During the summer and especially over the Independence Day weekend, it is hard not to think of barbecues and picnics. Be it with pork, chicken, beef or lamb, everyone has their favorite barbecue sauce. The early history of that sauce is as cloudy as the sauce itself.
When examining the history of barbecue sauces, one finds regional prejudices as strong as any opinion of Ole Miss, MSU or Alabama football. I recently came across a nationally published article claiming that Memphis barbecue sauce was just a higher-vinegar content variation of the classic Kansas City sauce. I know an awful lot of people who firmly believe that the Kansas City sauce is just a sweet, high-tomato content imitation of Memphis sauce. As for my opinion, just give me a slab of the dry rub ribs from the Memphis, Tenn., restaurant, the Rendezvous.
A major problem with tracing the early history of barbecue sauce is that until the early 1900s, few cookbooks included any recipes for it. Also, although now most people think of pork when they think of summertime barbecue, that was not always the case. Barbecue sauce, as we know it, has not been around that long.
Years ago many people considered pork to be an undesirable meat. In “Practical Cooking and Dinner Giving,” which was published in 1888, the author said, “I confess to having a decided prejudice against this meat (pork), considering it unwholesome and dangerous.” The 1849 “Modern Housewife” listed 62 sauces but not one of them was what we would consider a barbecue sauce.
When an early sauce is found, it is generally what we would use as a basting sauce. In the 1800s, barbecued meat usually referred simply to meat roasted over coals and seasoned only with salt, pepper and its own juices. The earliest date that I have found for a true commercial barbecue sauce was 1909. It was probably the 1940s before commercial sauces were common.
The old regional differences in barbecue sauces still exist but are fast loosing their regional context. Commercial marketing has given people a wide selection of sauces to choose from. What were once regional sauces can now be found almost anywhere. Since everyone is entitled to and has their own opinion about barbecue and sauces, here is my view of what the regional sauces are.
Carolina sauces are mustard-based. Deep South sauces are vinegar-based with some tomato paste or sauce. In north Alabama and south Tennessee, there is a unique white sauce that is often used on chicken. It is mayonnaise-based with some vinegar and is said to have been developed at Bob Gibson”s Barbecue in Decatur, Ala. Northern and Midwestern barbecue sauce is tomato-based and is sweet with some vinegar. Southwestern sauce adds chili peppers, cumin or both to the Midwestern sauce.
The best way to trace the barbecue sauces used in our area is by the recipes that were used in Columbus. The earliest I have seen is in an 1825 cookbook from the Billups family in Columbus. It is more of a baste than a sauce and calls for a pint of water, two cloves of garlic, pepper, salt, two gills of red wine and two gills of mushroom catsup. It may be thickened with butter and brown flour.
Sally Govan Billups” cookbook, dated Sept. 16, 1867, has a sauce recipe that calls for “very strong seasoning of vinegar, salt, red and black pepper, and three quarters of a pound of lard or butter. Baste the pig using a mop.”
Probably the most noted barbecue in the Columbus area is served at the 100-year-old Magowah Gun Club. This is the club”s 1940 recipe, which serves 100:
Ingredients: A pound of chopped onion; four pounds of fat, bacon or ham, melted; two quarts of vinegar; a quart of water; a pint of mustard, prepared; 1 1/2 quarts catsup; four ounces of brown sugar; salt; red pepper; chili powder (optional); and two ounces of Worcestershire sauce, (optional).
Directions: Fry onions in melted fat until tender and slightly brown. Add remaining ingredients; mix thoroughly.
What are my favorite sauces? Nothing compares with the old Bob”s Place vinegar-based sauce and baste. Totally different but almost as good were Kenneth Keller”s and Roosevelt Pernell”s sauces. They were closer to Kansas City sauces but were still mighty good. Keller”s was a little more tart and Pernell”s was a little sweeter.
Barbecue sauce recipes are sort of like opinions: Everybody has their own and that”s one of the things that makes barbecue not only tasty, but interesting.
Rufus Ward is a Columbus native a local historian. E-mail your questions about local history to Rufus at [email protected].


#### [REQUIRED ACTION]
Print all records exactly, leaving nothing out.

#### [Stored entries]

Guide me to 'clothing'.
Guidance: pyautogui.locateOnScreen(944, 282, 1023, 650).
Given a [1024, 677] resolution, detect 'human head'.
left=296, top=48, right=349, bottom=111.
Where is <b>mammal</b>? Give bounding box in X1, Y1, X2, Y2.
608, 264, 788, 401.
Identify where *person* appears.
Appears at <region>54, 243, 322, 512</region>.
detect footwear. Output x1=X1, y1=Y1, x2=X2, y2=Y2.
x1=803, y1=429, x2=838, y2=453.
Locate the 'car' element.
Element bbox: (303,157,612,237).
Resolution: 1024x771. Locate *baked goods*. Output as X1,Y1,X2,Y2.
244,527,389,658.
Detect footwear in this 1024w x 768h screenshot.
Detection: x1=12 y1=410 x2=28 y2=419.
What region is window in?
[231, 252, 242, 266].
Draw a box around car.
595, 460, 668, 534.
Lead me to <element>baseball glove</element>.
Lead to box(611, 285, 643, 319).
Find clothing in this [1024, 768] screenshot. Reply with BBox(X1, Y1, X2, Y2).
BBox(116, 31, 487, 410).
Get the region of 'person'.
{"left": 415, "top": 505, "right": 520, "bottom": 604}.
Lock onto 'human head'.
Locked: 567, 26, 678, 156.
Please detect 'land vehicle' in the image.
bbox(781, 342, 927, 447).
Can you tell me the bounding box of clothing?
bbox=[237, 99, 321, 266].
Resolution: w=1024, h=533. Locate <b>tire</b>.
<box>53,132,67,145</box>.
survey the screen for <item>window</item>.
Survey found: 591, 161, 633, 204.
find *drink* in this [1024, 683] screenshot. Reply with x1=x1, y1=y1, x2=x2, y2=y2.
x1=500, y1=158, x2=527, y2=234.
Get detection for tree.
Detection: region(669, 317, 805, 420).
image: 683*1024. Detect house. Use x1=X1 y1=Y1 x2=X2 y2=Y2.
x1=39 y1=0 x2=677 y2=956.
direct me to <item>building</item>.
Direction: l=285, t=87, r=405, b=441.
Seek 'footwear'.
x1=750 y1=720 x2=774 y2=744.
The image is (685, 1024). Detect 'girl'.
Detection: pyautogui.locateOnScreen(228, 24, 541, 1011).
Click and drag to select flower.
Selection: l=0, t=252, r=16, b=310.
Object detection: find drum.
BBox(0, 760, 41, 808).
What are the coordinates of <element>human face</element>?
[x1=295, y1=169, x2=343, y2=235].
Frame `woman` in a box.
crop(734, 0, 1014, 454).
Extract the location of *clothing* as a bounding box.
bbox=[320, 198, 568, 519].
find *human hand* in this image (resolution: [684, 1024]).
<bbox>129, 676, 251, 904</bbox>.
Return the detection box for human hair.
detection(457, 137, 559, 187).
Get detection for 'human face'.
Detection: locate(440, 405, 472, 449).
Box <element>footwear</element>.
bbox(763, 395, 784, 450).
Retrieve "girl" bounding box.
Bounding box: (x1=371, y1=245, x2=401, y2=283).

#### [SOLUTION TO THE PROBLEM]
Guide me to 'clothing'.
Guidance: pyautogui.locateOnScreen(944, 282, 1023, 650).
Given a [1024, 677] resolution, detect 'human head'.
left=296, top=48, right=349, bottom=111.
Where is <b>mammal</b>? Give bounding box in X1, Y1, X2, Y2.
608, 264, 788, 401.
Identify where *person* appears.
Appears at <region>54, 243, 322, 512</region>.
detect footwear. Output x1=X1, y1=Y1, x2=X2, y2=Y2.
x1=803, y1=429, x2=838, y2=453.
Locate the 'car' element.
Element bbox: (303,157,612,237).
Resolution: 1024x771. Locate *baked goods*. Output as X1,Y1,X2,Y2.
244,527,389,658.
Detect footwear in this 1024w x 768h screenshot.
Detection: x1=12 y1=410 x2=28 y2=419.
What region is window in?
[231, 252, 242, 266].
Draw a box around car.
595, 460, 668, 534.
Lead me to <element>baseball glove</element>.
Lead to box(611, 285, 643, 319).
Find clothing in this [1024, 768] screenshot. Reply with BBox(X1, Y1, X2, Y2).
BBox(116, 31, 487, 410).
Get the region of 'person'.
{"left": 415, "top": 505, "right": 520, "bottom": 604}.
Lock onto 'human head'.
Locked: 567, 26, 678, 156.
Please detect 'land vehicle' in the image.
bbox(781, 342, 927, 447).
Can you tell me the bounding box of clothing?
bbox=[237, 99, 321, 266].
Resolution: w=1024, h=533. Locate <b>tire</b>.
<box>53,132,67,145</box>.
survey the screen for <item>window</item>.
Survey found: 591, 161, 633, 204.
find *drink* in this [1024, 683] screenshot. Reply with x1=x1, y1=y1, x2=x2, y2=y2.
x1=500, y1=158, x2=527, y2=234.
Get detection for tree.
Detection: region(669, 317, 805, 420).
image: 683*1024. Detect house. Use x1=X1 y1=Y1 x2=X2 y2=Y2.
x1=39 y1=0 x2=677 y2=956.
direct me to <item>building</item>.
Direction: l=285, t=87, r=405, b=441.
Seek 'footwear'.
x1=750 y1=720 x2=774 y2=744.
The image is (685, 1024). Detect 'girl'.
Detection: pyautogui.locateOnScreen(228, 24, 541, 1011).
Click and drag to select flower.
Selection: l=0, t=252, r=16, b=310.
Object detection: find drum.
BBox(0, 760, 41, 808).
What are the coordinates of <element>human face</element>?
[x1=295, y1=169, x2=343, y2=235].
Frame `woman` in a box.
crop(734, 0, 1014, 454).
Extract the location of *clothing* as a bounding box.
bbox=[320, 198, 568, 519].
find *human hand* in this image (resolution: [684, 1024]).
<bbox>129, 676, 251, 904</bbox>.
Return the detection box for human hair.
detection(457, 137, 559, 187).
Get detection for 'human face'.
Detection: locate(440, 405, 472, 449).
Box <element>footwear</element>.
bbox(763, 395, 784, 450).
Retrieve "girl" bounding box.
Bounding box: (x1=371, y1=245, x2=401, y2=283).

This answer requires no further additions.